RASC News Agency: During the 29th graduation ceremony of the Faculty of Medicine at Herat University, Taliban morality enforcers from the Ministry of “Promotion of Virtue and Prevention of Vice” publicly forced male students to remove their graduation ties, violating personal dignity in front of approximately two thousand guests, including faculty members, families, and academic figures. Reports indicate that at least 50 students were subjected to this coercive act, which disrupted the ceremony and underscored the Taliban’s intrusion into even ostensibly neutral academic spaces.
This intervention exemplifies the group’s broader strategy of social control through ideological enforcement, in which public humiliation and coercion replace respect for cultural diversity and individual rights. Universities, universally recognized as spaces for free inquiry and intellectual development, have under Taliban rule been transformed into arenas for rigid religious oversight.
International observers, including the United Nations Assistance Mission in Afghanistan (UNAMA) and human rights organizations such as Human Rights Watch, have repeatedly warned that such interventions erode the integrity of higher education and cultivate a culture of self-censorship among students. The forced removal of personal items like graduation caps symbols of academic achievement and personal expression serves not only to intimidate students but also to assert the ideological authority of the Taliban over educational institutions.
This incident is part of a systematic pattern established since the Taliban’s return to power in 2021, which imposes strict restrictions on dress, behavior, and public presence for both men and women, aiming to mold Afghanistani society into a tightly controlled ideological framework. Education experts and local advocacy groups caution that continuing such policies risks damaging the credibility of Afghanistan’s universities on regional and international levels, while shaping a generation of future doctors and professionals in an environment dominated by fear, humiliation, and mistrust.
The long-term consequences extend far beyond the campus: by normalizing coercion and public subjugation, the Taliban’s policies threaten not only academic freedom but the broader social fabric and civic culture of Afghanistan.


- Exercise
Nothing but the lines below from the one with "Output each element" through the one with "List each element" should be output, each exactly as given, and no pictures.

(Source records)

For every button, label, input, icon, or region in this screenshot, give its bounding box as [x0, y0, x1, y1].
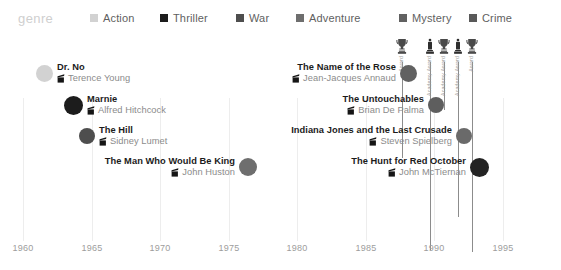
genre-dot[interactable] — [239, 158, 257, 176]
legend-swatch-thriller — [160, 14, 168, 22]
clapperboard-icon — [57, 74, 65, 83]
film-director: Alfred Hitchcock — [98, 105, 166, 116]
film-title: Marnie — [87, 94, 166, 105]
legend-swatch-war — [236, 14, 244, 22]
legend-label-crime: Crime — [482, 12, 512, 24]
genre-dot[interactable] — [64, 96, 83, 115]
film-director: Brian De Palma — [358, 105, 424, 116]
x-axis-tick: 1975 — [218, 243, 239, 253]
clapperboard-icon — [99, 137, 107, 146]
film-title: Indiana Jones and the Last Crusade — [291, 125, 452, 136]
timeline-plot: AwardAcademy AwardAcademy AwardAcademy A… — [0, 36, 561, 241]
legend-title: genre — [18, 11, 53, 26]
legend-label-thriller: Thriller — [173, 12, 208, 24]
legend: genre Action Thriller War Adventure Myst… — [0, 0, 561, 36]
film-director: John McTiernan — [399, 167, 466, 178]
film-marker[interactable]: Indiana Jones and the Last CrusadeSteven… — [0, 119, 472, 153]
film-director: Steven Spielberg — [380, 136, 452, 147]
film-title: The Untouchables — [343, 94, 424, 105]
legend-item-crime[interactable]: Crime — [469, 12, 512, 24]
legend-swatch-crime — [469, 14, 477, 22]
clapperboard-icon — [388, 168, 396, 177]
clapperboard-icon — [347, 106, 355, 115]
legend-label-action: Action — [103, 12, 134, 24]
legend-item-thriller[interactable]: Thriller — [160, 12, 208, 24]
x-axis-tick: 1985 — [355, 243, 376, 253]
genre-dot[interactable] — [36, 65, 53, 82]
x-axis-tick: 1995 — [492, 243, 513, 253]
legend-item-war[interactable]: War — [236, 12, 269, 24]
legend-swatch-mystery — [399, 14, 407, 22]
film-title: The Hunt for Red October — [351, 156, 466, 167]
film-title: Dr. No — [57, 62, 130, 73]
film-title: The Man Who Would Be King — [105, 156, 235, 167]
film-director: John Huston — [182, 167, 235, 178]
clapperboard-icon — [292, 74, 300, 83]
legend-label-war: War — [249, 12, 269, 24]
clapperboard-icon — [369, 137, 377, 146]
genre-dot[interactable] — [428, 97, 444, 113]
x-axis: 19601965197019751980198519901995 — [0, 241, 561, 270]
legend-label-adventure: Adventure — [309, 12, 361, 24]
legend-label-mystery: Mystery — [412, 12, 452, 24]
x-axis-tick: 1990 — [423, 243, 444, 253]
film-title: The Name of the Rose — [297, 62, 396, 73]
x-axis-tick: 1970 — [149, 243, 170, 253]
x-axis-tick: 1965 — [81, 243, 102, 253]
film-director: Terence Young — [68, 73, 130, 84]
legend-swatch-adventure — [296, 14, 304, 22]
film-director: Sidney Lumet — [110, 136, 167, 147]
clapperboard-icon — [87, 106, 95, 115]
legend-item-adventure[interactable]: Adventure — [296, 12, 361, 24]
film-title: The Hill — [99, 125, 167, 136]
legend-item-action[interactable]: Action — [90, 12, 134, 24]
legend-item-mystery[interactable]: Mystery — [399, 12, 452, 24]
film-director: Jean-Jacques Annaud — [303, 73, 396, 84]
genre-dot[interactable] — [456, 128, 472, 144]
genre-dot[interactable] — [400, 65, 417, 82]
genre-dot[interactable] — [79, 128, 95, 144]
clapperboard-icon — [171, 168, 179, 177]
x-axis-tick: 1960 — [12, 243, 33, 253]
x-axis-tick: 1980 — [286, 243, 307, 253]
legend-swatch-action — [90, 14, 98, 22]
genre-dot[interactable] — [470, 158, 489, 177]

* * *

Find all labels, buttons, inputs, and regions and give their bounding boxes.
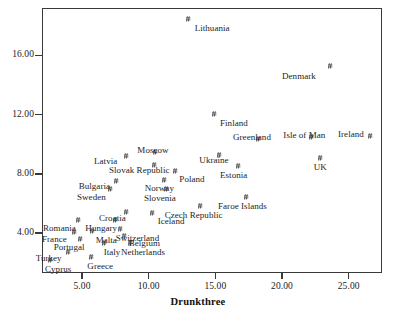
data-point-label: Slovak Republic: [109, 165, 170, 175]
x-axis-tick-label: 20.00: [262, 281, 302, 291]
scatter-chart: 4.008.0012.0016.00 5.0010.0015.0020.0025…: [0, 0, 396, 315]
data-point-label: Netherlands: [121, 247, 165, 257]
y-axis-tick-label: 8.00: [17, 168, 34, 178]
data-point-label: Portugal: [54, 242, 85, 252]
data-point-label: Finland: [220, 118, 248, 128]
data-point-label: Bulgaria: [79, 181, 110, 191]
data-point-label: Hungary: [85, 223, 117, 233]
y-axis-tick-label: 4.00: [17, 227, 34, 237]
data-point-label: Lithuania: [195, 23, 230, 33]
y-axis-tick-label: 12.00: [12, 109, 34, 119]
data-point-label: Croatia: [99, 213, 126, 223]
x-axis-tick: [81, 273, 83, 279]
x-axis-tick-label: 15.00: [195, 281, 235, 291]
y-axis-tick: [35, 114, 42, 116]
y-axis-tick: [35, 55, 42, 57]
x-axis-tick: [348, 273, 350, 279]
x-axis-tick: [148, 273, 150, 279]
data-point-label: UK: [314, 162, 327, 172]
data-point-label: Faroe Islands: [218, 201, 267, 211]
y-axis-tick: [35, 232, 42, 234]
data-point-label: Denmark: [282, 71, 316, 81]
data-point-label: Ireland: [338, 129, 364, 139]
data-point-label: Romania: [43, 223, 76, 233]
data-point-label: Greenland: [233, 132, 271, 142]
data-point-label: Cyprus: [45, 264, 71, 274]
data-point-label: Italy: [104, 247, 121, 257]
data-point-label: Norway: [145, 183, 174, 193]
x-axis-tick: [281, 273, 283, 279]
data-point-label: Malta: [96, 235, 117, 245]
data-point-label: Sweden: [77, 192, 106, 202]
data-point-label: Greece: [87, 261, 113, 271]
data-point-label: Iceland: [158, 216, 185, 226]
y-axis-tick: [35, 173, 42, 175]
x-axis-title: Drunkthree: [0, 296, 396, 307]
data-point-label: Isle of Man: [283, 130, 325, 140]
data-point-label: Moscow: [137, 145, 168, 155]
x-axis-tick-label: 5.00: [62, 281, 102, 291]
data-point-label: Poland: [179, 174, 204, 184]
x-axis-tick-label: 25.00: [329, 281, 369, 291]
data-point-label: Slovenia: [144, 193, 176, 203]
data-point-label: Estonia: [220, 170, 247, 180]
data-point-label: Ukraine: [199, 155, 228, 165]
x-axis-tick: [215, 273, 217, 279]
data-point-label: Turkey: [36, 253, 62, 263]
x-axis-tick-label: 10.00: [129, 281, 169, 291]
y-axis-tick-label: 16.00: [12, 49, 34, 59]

...

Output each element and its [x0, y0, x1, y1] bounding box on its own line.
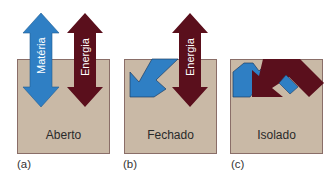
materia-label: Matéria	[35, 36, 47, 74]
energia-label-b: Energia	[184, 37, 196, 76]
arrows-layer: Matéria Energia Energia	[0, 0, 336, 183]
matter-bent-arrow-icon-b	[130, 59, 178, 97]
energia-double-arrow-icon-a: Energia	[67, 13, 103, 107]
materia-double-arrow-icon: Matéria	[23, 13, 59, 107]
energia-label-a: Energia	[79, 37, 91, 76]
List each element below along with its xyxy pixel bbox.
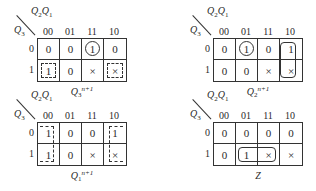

- Worked solution
Output each element and its [x0, y0, x1, y1] bounding box on its own line.
materia-label: Matéria	[35, 36, 47, 74]
energia-label-b: Energia	[184, 37, 196, 76]
arrows-layer: Matéria Energia Energia	[0, 0, 336, 183]
matter-bent-arrow-icon-b	[130, 59, 178, 97]
energia-double-arrow-icon-a: Energia	[67, 13, 103, 107]
materia-double-arrow-icon: Matéria	[23, 13, 59, 107]
energia-label-a: Energia	[79, 37, 91, 76]
List each element below along with its xyxy pixel bbox.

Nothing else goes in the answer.